Ottawa, Canada (LifeNews.com) — Canadian women have been able to purchase the morning after pill without a prescription for three years, but a governmental panel is considering removing more limits by putting the drug on the store shelves and make it so consulting with the pharmacist is no longer necessary.

Opponents of the idea say the policy would make Canada the industrialized nation with the most permissive procedures on purchasing the Plan B pill.

A representative from the nation’s pharmacists group says the new policy opens the door for teenagers and young girls to purchase the drug without any input from a medical professional.

"Emergency contraceptives would be more readily available here [under the proposal] than in any developed country," Janet Cooper of the Canadian Pharmacists Association told the National Post.

"I’m not sure how comfortable the general public might be if a 14-year-old could just walk in, pick it up off the shelf, buy it, not have any interaction with anybody and come back a month later and do the same thing," she added. "That’s not in that girl’s best interests."

Cooper said pharmacists currently counsel customers — especially young women — on sexual practices and sometimes make medical referrals.

The National Association of Pharmacy Regulatory Authorities is the final decision maker on how the drug will be sold. The Post said another agency, the National Drug Scheduling Advisory Committee suggested the change after getting a request from the drug’s manufacturer, Paladin Labs Inc.

The final decision is expected on May 14.

The other nations, Norway, Sweden and the Netherlands, sell the drug "in front of the counter" as the Canadian agency is proposing.
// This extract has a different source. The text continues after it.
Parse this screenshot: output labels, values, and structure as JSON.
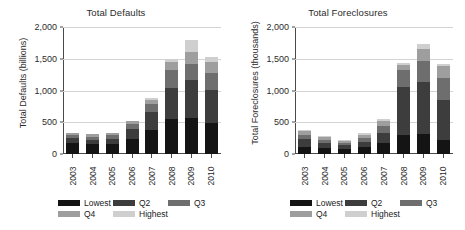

The drug is sold over the counter in the United States to women above the age of 18.

Abortion advocates have claimed higher use of the Plan B drug through over-the-counter sales will result in a drop in unintended pregnancies and fewer abortions.
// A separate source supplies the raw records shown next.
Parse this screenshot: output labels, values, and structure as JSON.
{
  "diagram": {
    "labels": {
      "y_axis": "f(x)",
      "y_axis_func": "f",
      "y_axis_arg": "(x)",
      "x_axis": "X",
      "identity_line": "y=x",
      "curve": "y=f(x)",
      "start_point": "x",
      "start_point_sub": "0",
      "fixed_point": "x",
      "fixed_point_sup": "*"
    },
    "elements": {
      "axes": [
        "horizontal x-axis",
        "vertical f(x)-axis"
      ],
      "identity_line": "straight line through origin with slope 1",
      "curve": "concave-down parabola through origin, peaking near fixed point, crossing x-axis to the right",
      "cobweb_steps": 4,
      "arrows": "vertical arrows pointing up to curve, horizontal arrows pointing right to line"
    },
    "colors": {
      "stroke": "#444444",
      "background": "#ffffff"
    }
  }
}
However, research and reports show that’s not happening.

Dr. Joseph Stanford, associate professor of family and preventive medicine at the University of Utah School of Medicine, says studies he and fellow researchers have done show a lower effectiveness rate than the 89 percent Barr Laboratories claims.

"We did more a precise meta-analysis that shows it’s effective only 72 percent of the time, and even that number is optimistic," he indicated.

He also told the newspaper that studies from Europe, China and the United States show that the morning after pill does not reduce abortions.

In fact, figures from Scotland show that a decision to sell the morning after pill over the counter resulted in an increase in the number of abortions.

In the past five years since the morning-after pill was made available over the counter, hundreds of thousands of women have used it. But the Scotland government reported 13,081 abortions in 2006, up from 12,603 the previous year — an increase of nearly 3.8 percent.